Before roughly the 1300s, church music was exclusively composed by clergy - they were really the only ones capable of writing things down. Their music followed a series of eight set scales, which have become four of our modes: Dorian, Phrygian, Lydian, and Mixolydian. (Each of those four modes was considered two different scales, depending on how the melody was centered). We've got decent historical evidence of this music, dating back to the theorist Boethius (480-524).
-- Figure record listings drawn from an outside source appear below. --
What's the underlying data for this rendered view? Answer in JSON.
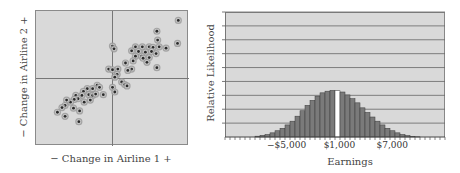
{
  "chart_data": [
    {
      "type": "scatter",
      "title": "",
      "xlabel": "− Change in Airline 1 +",
      "ylabel": "− Change in Airline 2 +",
      "grid": false,
      "crosshair": {
        "x": 0,
        "y": 0
      },
      "xlim": [
        -1,
        1
      ],
      "ylim": [
        -1,
        1
      ],
      "points": [
        [
          0.86,
          0.86
        ],
        [
          0.58,
          0.7
        ],
        [
          0.59,
          0.57
        ],
        [
          0.85,
          0.52
        ],
        [
          0.3,
          0.47
        ],
        [
          0.39,
          0.47
        ],
        [
          0.48,
          0.47
        ],
        [
          0.53,
          0.46
        ],
        [
          0.61,
          0.47
        ],
        [
          0.7,
          0.45
        ],
        [
          0.0,
          0.48
        ],
        [
          0.02,
          0.44
        ],
        [
          0.25,
          0.41
        ],
        [
          0.34,
          0.4
        ],
        [
          0.43,
          0.39
        ],
        [
          0.51,
          0.4
        ],
        [
          0.3,
          0.33
        ],
        [
          0.38,
          0.33
        ],
        [
          0.57,
          0.37
        ],
        [
          0.27,
          0.26
        ],
        [
          0.4,
          0.3
        ],
        [
          0.48,
          0.31
        ],
        [
          0.45,
          0.24
        ],
        [
          0.17,
          0.23
        ],
        [
          0.58,
          0.16
        ],
        [
          0.25,
          0.14
        ],
        [
          0.2,
          0.12
        ],
        [
          -0.05,
          0.14
        ],
        [
          0.0,
          0.13
        ],
        [
          0.07,
          0.14
        ],
        [
          0.06,
          0.06
        ],
        [
          0.03,
          0.02
        ],
        [
          0.12,
          -0.05
        ],
        [
          0.16,
          -0.09
        ],
        [
          0.19,
          -0.11
        ],
        [
          0.0,
          -0.13
        ],
        [
          0.03,
          -0.2
        ],
        [
          -0.2,
          -0.1
        ],
        [
          -0.17,
          -0.13
        ],
        [
          -0.26,
          -0.15
        ],
        [
          -0.33,
          -0.15
        ],
        [
          -0.38,
          -0.19
        ],
        [
          -0.31,
          -0.24
        ],
        [
          -0.26,
          -0.25
        ],
        [
          -0.22,
          -0.23
        ],
        [
          -0.4,
          -0.25
        ],
        [
          -0.48,
          -0.25
        ],
        [
          -0.45,
          -0.3
        ],
        [
          -0.5,
          -0.31
        ],
        [
          -0.37,
          -0.35
        ],
        [
          -0.29,
          -0.32
        ],
        [
          -0.12,
          -0.24
        ],
        [
          -0.55,
          -0.35
        ],
        [
          -0.6,
          -0.32
        ],
        [
          -0.62,
          -0.4
        ],
        [
          -0.51,
          -0.44
        ],
        [
          -0.66,
          -0.43
        ],
        [
          -0.43,
          -0.48
        ],
        [
          -0.72,
          -0.5
        ],
        [
          -0.62,
          -0.56
        ],
        [
          -0.44,
          -0.64
        ]
      ]
    },
    {
      "type": "bar",
      "title": "",
      "xlabel": "Earnings",
      "ylabel": "Relative Likelihood",
      "grid": true,
      "tick_labels": [
        {
          "label": "−$5,000",
          "position": 0.28
        },
        {
          "label": "$1,000",
          "position": 0.52
        },
        {
          "label": "$7,000",
          "position": 0.76
        }
      ],
      "gridlines": 9,
      "highlighted_bin_color": "#ffffff",
      "bar_color": "#7a7a7a",
      "values": [
        0,
        0,
        0,
        0,
        0,
        0,
        0.2,
        0.4,
        0.6,
        1,
        1.5,
        2.1,
        2.9,
        3.8,
        5,
        6.3,
        7.6,
        8.8,
        9.8,
        10.6,
        11,
        11.2,
        11.1,
        10.8,
        10.1,
        9.2,
        8.2,
        7,
        5.9,
        4.8,
        3.8,
        2.9,
        2.1,
        1.5,
        1,
        0.6,
        0.35,
        0.15,
        0.05,
        0,
        0,
        0,
        0,
        0
      ],
      "highlight_index": 22,
      "ylim": [
        0,
        30
      ]
    }
  ]
}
But there was also secular music. Since the practitioners were pretty much illiterate, there's no guarantees a piece would be performed with the same melody one day as it had been a month before. One of the texts I have here says their music was 'highly improvisational'... but I kinda doubt that. I think it more likely that there was an improvisational aspect to it, but that a song stayed pretty close to a set melody - but since it wasn't written down, it would evolve over time.

Secular music was spread around by minstrels, traveling entertainers who used poetry, music, and theater to entertain crowds. Some were hired by feudal lords as private entertainers.

Some of those minstrels taught their lords a thing or two about music, and a new class of traveling musican sprang up: troubadors. The difference between a minstrel and a troubador is basically one of class and education - troubadors were the upper crust; wealthy, educated, and in some cases literate (or wealthy enough to hire folks who were literate). By the 1200s or so, we start to have evidence of secular music... love songs, heroic tales, and even parodies of church hymns.

This secular music was noticeably different from church music. For one thing, it didn't use church modes - our major and minor scales grew out of their tunes. By the 1300s, some church composers were also doing 'popular' music - like Guillame de Machaut (who doesn't get enough credit as a composer - he was the first one to use four-part harmony!).

By the 1500s, there was enough of this music around that theory - which was all based on church modes - needed to be expanded to encompass this new stuff. A Swiss theorist, Heinrich Glarean (or Glareanus) did that in 1547, expanding the modes to 12 - 2 on each of the modes from Ionian through Aeolian - and also looking at the possibility of the Locrian mode.

A number of music historians like Joel Cohen, director of the Cambridge Consort, and Christopher Page, founder of Gothic Voices, are working to further our understanding of how this secular music was authentically performed.

It's fairly safe to say, though, that 1. reading notes wasn't considered important before large-ensemble pieces, and that 2. the large ensemble pieces came from the secular music tradition, not the church.